A folksinger with a rocker's heart, Beth Bombara has built her career on an evolving sound that blurs the lines between genres. To those who make their living onstage, she's a musician's musician — a road warrior who writes her own exemplary material, plays multiple instruments, and fronts her own band, often a duo with her husband. With 2017’s ‘Map & No Direction,’ Bombara's songs take aim at a larger audience with melodic hooks that showcase a love not only for roots-rock, but the irresistible punch of classic pop, too.
“We’ve played in 22 states, and driven through every one except South Dakota, Florida, Vermont, and Maine,” Beth notes. The hard work paid off, with American Songwriter, Pop Matters, St. Louis Magazine, The Bluegrass Situation and WBEZ all devoting coverage to Beth’s music. During months on the road after her 2015 release, though, Beth found herself battling a deep depression that shook her confidence and crushed her creativity. Unable to write a song and barely able to get out of bed, she spent some time as a side-woman once again, this time playing bass on a tour with the dance-pop project RAC. Taking the spotlight off of herself followed by a period of rest in her hometown of St. Louis restarted her engines.
So naturally, she left town once again, this time heading to the Pacific Northwest with her producer, partner, co-writer, and musical right-hand man Kit Hamon. For her, travel often provides inspiration (witness her song “Mountain Sun”) and there, during a residency in Portland, OR, the two tested out some new, collaboratively-written material, a high water mark for her songwriting. Before heading back east, they recorded those tunes at Portland studio A/D Agency with producer/engineer Karl Kling, who'd first worked with them during the RAC tour. The songs sounded different this time around, layered with Kit’s lush string arrangements, polished to a light shine by Karl, and influenced by more than a half-century's worth of British pop classics and rock home runs. The result is Map & No Direction, an album that casts the widest net of Beth's career, from the George Harrison-worthy guitar riffs of the kickoff track, "I Tried (You're Too Late)," to the sad, sparse beauty of the piano ballad "What We're Giving." It's the sound of Beth rediscovering her own abilities as a songwriter — and expanding them, too.

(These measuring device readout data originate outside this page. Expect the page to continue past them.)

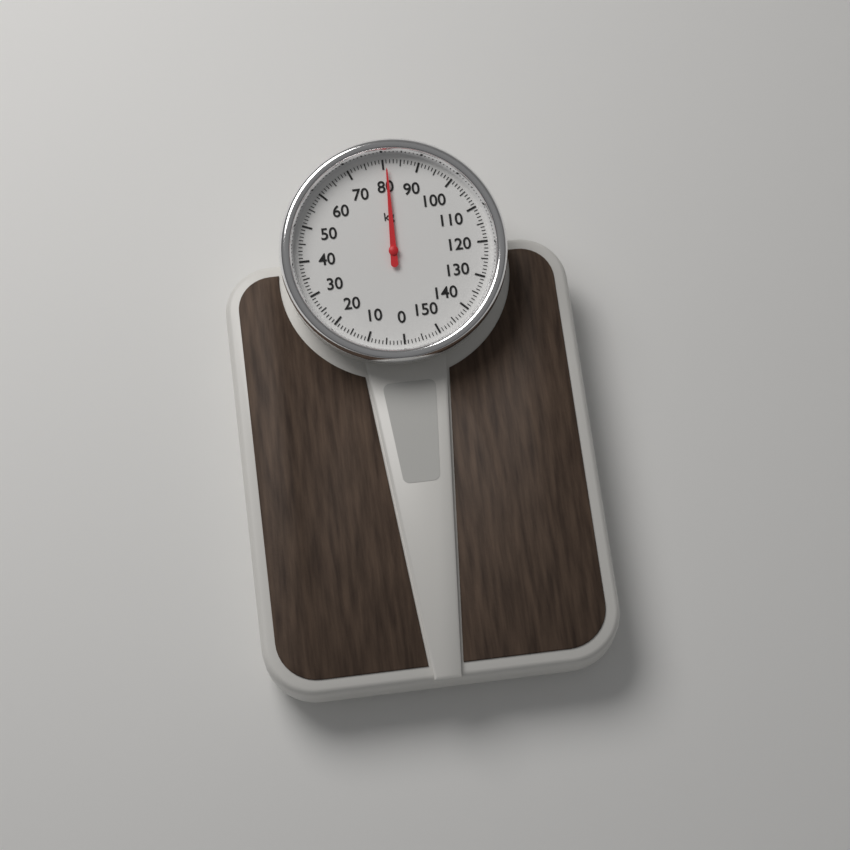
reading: 81 kg
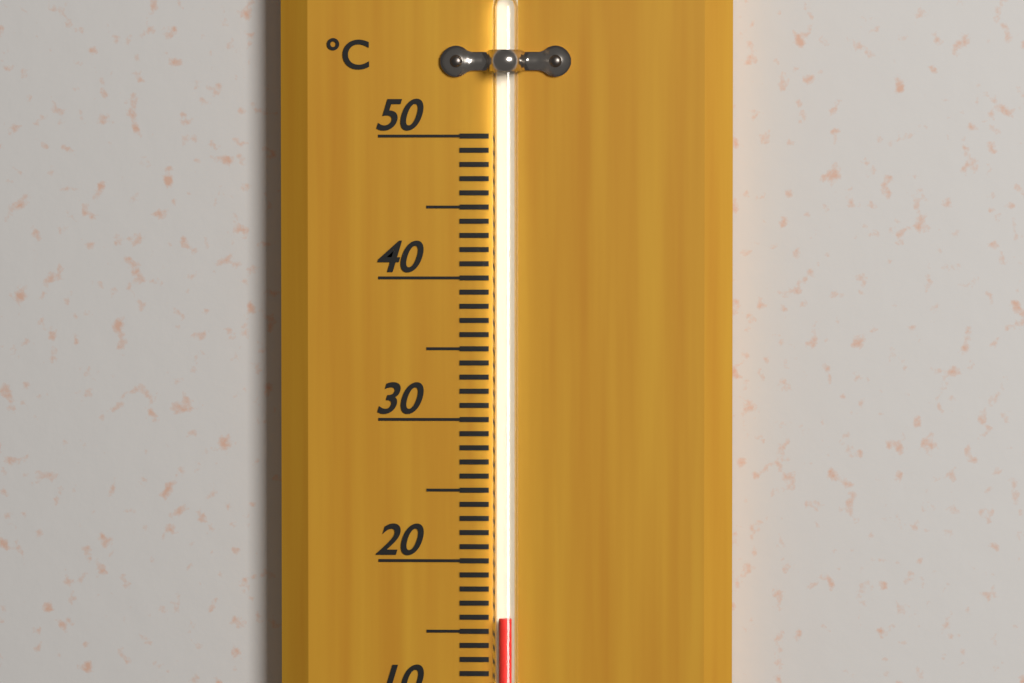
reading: 16 °C
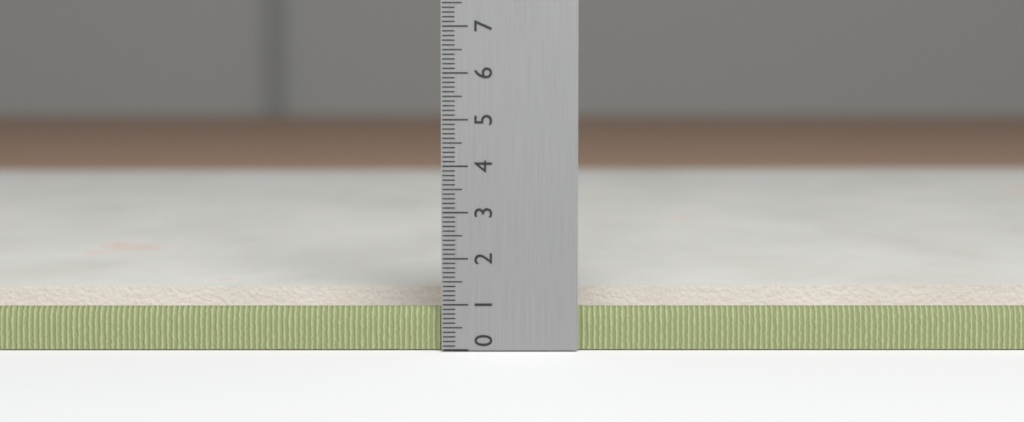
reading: 1.0 (no unit)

Seeds of that sound were planted in Grand Rapids, Michigan, where a teenaged Beth landed her first gig as the frontwoman of a touring punk band. From there, she branched out, traveling the country as a side-woman for critically-acclaimed singer/songwriter and Ramseur Records artist Samantha Crain. “Playing with Sam was my introduction to touring on a national scale,” remembers Bombara, who juggled multiple roles as Crain’s lead guitarist, percussionist, and backup singer. Along the way, she learned how to work a crowd and communicate onstage. The biggest lesson, though, was the realization that Beth wanted to write and perform her own songs, not just participate in someone else’s lineup. After moving to St. Louis, she launched a solo career, kicking things off with a batch of songs that owed less to the fury of her punk beginnings and more to the finesse of Gillian Welch, Tom Petty, and Aimee Mann.
More songs followed, along with a string of solo albums that shone a light not only on Bombara's voice, but her collaboration with Kit. “Sonically, he’s the backbone of my rhythm section, and we’ve started co-writing more and more. Our personalities and the ways we approach music are very different, and working through those differences has led to some great collaborations,” says Beth. Meanwhile, her adopted hometown of St. Louis took notice of her sound, with publications like The Riverfront Times naming Beth the city's best Americana artist for several years running.
“There is a really raw artistic energy in St. Louis right now,” Beth says of her adopted hometown, “and a lot of creative people collaborating on projects across different mediums. There’s also a certain freedom to be able to try things because of a lower cost of living -- a freedom to focus more time on creation rather than just getting by.” Even so, Bombara has always kept a broader focus that reaches beyond St. Louis’ city limits, behind releases like Wish I Were You, Raise Your Flag and 2015's self-titled Beth Bombara, and of course, behind her omnipresent desire to pack up the van, grab a map, and head north, east, south, or west.